Do not abuse your children, love your children like Jesus Christ loves us all, the minister said. That was what the minister said or something like that. She did not go to church anymore. When she did the women would gang up around her, with their arms around their children and stare at her until Verona would feel ashamed of herself. The people, and events in the history of South Africa and in an African context were changing but Rebecca Sharp never changed. Why would she when she had powder and the power of a wig. Another costume. Another role to play.

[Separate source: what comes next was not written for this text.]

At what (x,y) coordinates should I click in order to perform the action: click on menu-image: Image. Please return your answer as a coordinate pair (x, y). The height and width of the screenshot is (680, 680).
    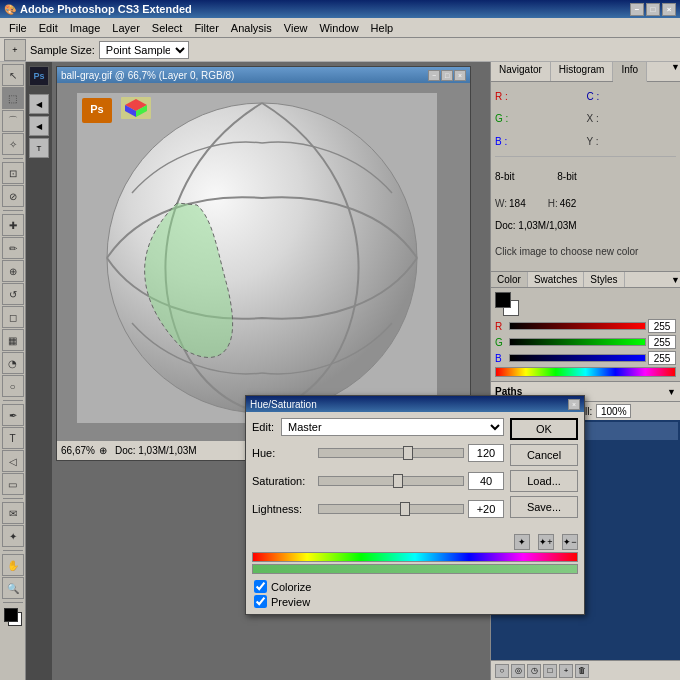
    Looking at the image, I should click on (86, 28).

As she grew older her voice sounded (and tasted) like cigarettes and single malt whiskies. Gritty and full of truth. When she sang about heartache, she poured out her soul. When Rebecca Sharp sang an electric energy lit up the room and everybody’s state of mind changed. The owner of the hotel would ask in a high-pitched voice if there was more ice and to keep the booze coming. In the end Miss Sharp finds healing and therapy through singing. She goes home. Home to her mother, she gave up her one room flat in Central. Leaves that lifestyle behind her and faces up to the responsibilities of looking after her small child.

————–

Image: Pixabay.com remixed

Abigail George
Abigail Georgehttps://www.goodreads.com/author/show/5174716.Abigail_George/blog
South African Abigail George is a blogger, essayist, short story writer, screenwriter, novelist, and poet. She briefly studied film in Johannesburg. She has two film projects in development and is the recipient of two grants from the National Arts Council, one from the Centre for the Book and another from ECPACC. Her publishers are Tendai Rinos Mwanaka (Zimbabwe, Mwanaka Media and Publishing or Mmap), Xavier Hennekinne (Australia/New Zealand, Gazebo Books), and Thanos Kalamidas (Finland, Ovi). Her literary representative is Morten Rand. She is a Pushcart Prize, Best of the Net nominated, and European Union Poetry Prize longlisted poet. Her poem “The Accident” was Identity Theory's Editor's Choice for Spring. Ink Sweat and Tears chose her poem “When light poured into me at the swimming pool” as a September Pick of the Month, and she recently made the shortlist of the Writing Ukraine Prize 2023. She is a poet/writer who believes in the transformative, restorative and healing powers of words. Her latest book is Letter To Petya Dubarova (Australia/New Zealand, Gazebo Books). Young Galaxies (a poetry book) was released in 2023 from Mmap and a memoir When Bad Mothers Happen is forthcoming. “Clarissa, Hector and Septimus Redefined” was recently published by Novelty Fiction in Kindle format.